Developers have always loved Apache Spark for providing APIs that are simple yet powerful, a combination of traits that makes complex analysis possible with minimal programmer effort. At Databricks, we have continued to push Spark’s usability and performance envelope through the introduction of DataFrames and Spark SQL. These are high-level APIs for working with structured data (e.g. database tables, JSON files), which let Spark automatically optimize both storage and computation. Behind these APIs, the Catalyst optimizer and Tungsten execution engine optimize applications in ways that were not possible with Spark’s object-oriented (RDD) API, such as operating on data in a raw binary form.
Today we’re excited to announce Spark Datasets, an extension of the DataFrame API that provides a type-safe, object-oriented programming interface. Spark 1.6 includes an API preview of Datasets, and they will be a development focus for the next several versions of Spark. Like DataFrames, Datasets take advantage of Spark’s Catalyst optimizer by exposing expressions and data fields to a query planner. Datasets also leverage Tungsten’s fast in-memory encoding. Datasets extend these benefits with compile-time type safety – meaning production applications can be checked for errors before they are run. They also allow direct operations over user-defined classes.
In the long run, we expect Datasets to become a powerful way to write more efficient Spark applications. We have designed them to work alongside the existing RDD API, but improve efficiency when data can be represented in a structured form. Spark 1.6 offers the first glimpse at Datasets, and we expect to improve them in future releases.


*Task item*:
The reader should set down exactly the lines from the one containing "Describe the element at coordinates (337, 239)" through the last line of the material, omitting every picture.

*Records for the exercise*:
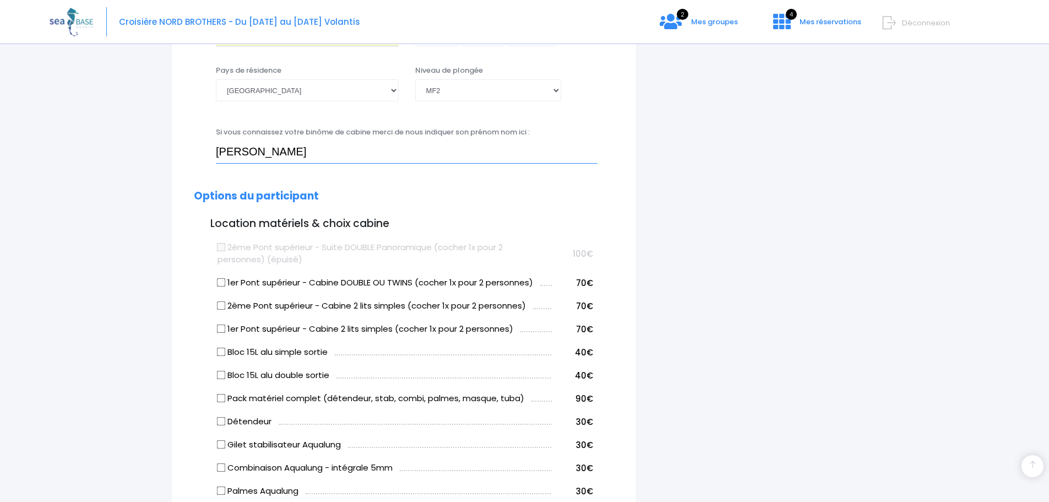 This screenshot has height=502, width=1049. Describe the element at coordinates (404, 196) in the screenshot. I see `h2: Options du participant` at that location.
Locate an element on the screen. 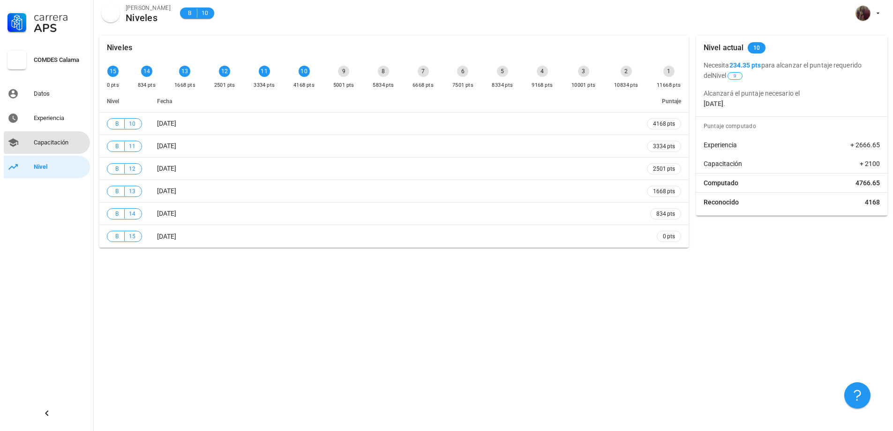 The width and height of the screenshot is (893, 431). div: 7501 pts is located at coordinates (463, 85).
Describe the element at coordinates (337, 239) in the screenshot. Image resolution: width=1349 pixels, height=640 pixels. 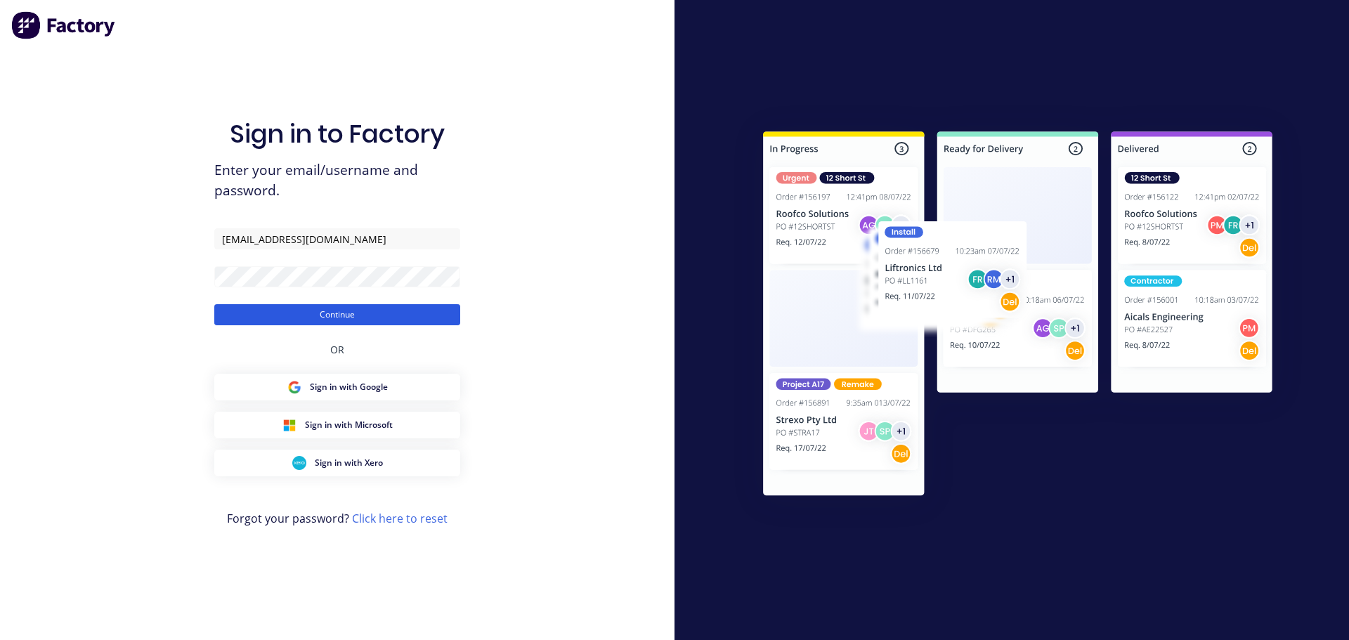
I see `input: Email/Username` at that location.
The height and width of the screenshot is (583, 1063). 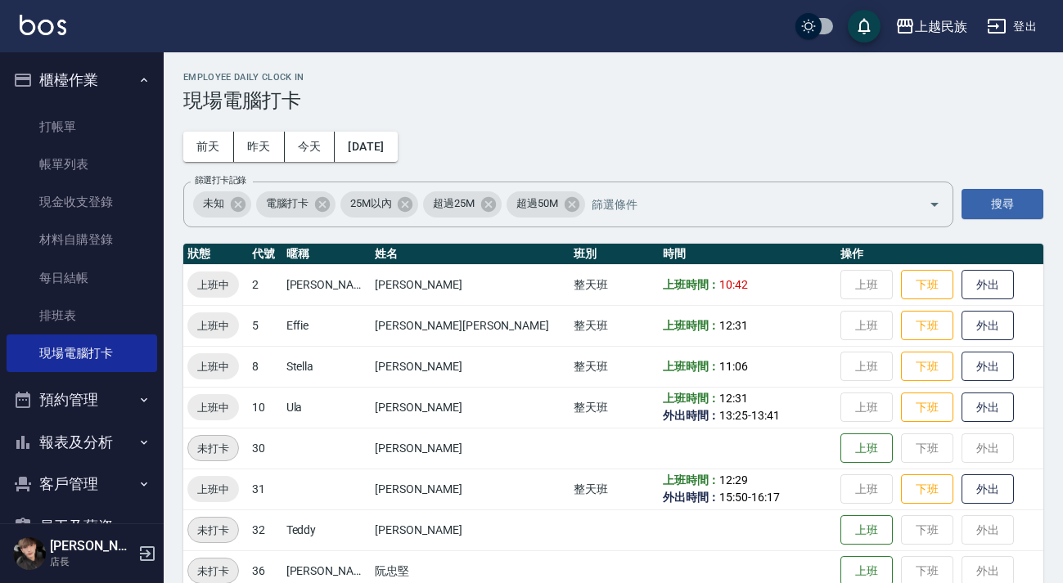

*Expected answer*:
Describe the element at coordinates (337, 239) in the screenshot. Image resolution: width=1349 pixels, height=640 pixels. 
I see `input: Email/Username` at that location.
The height and width of the screenshot is (583, 1063). 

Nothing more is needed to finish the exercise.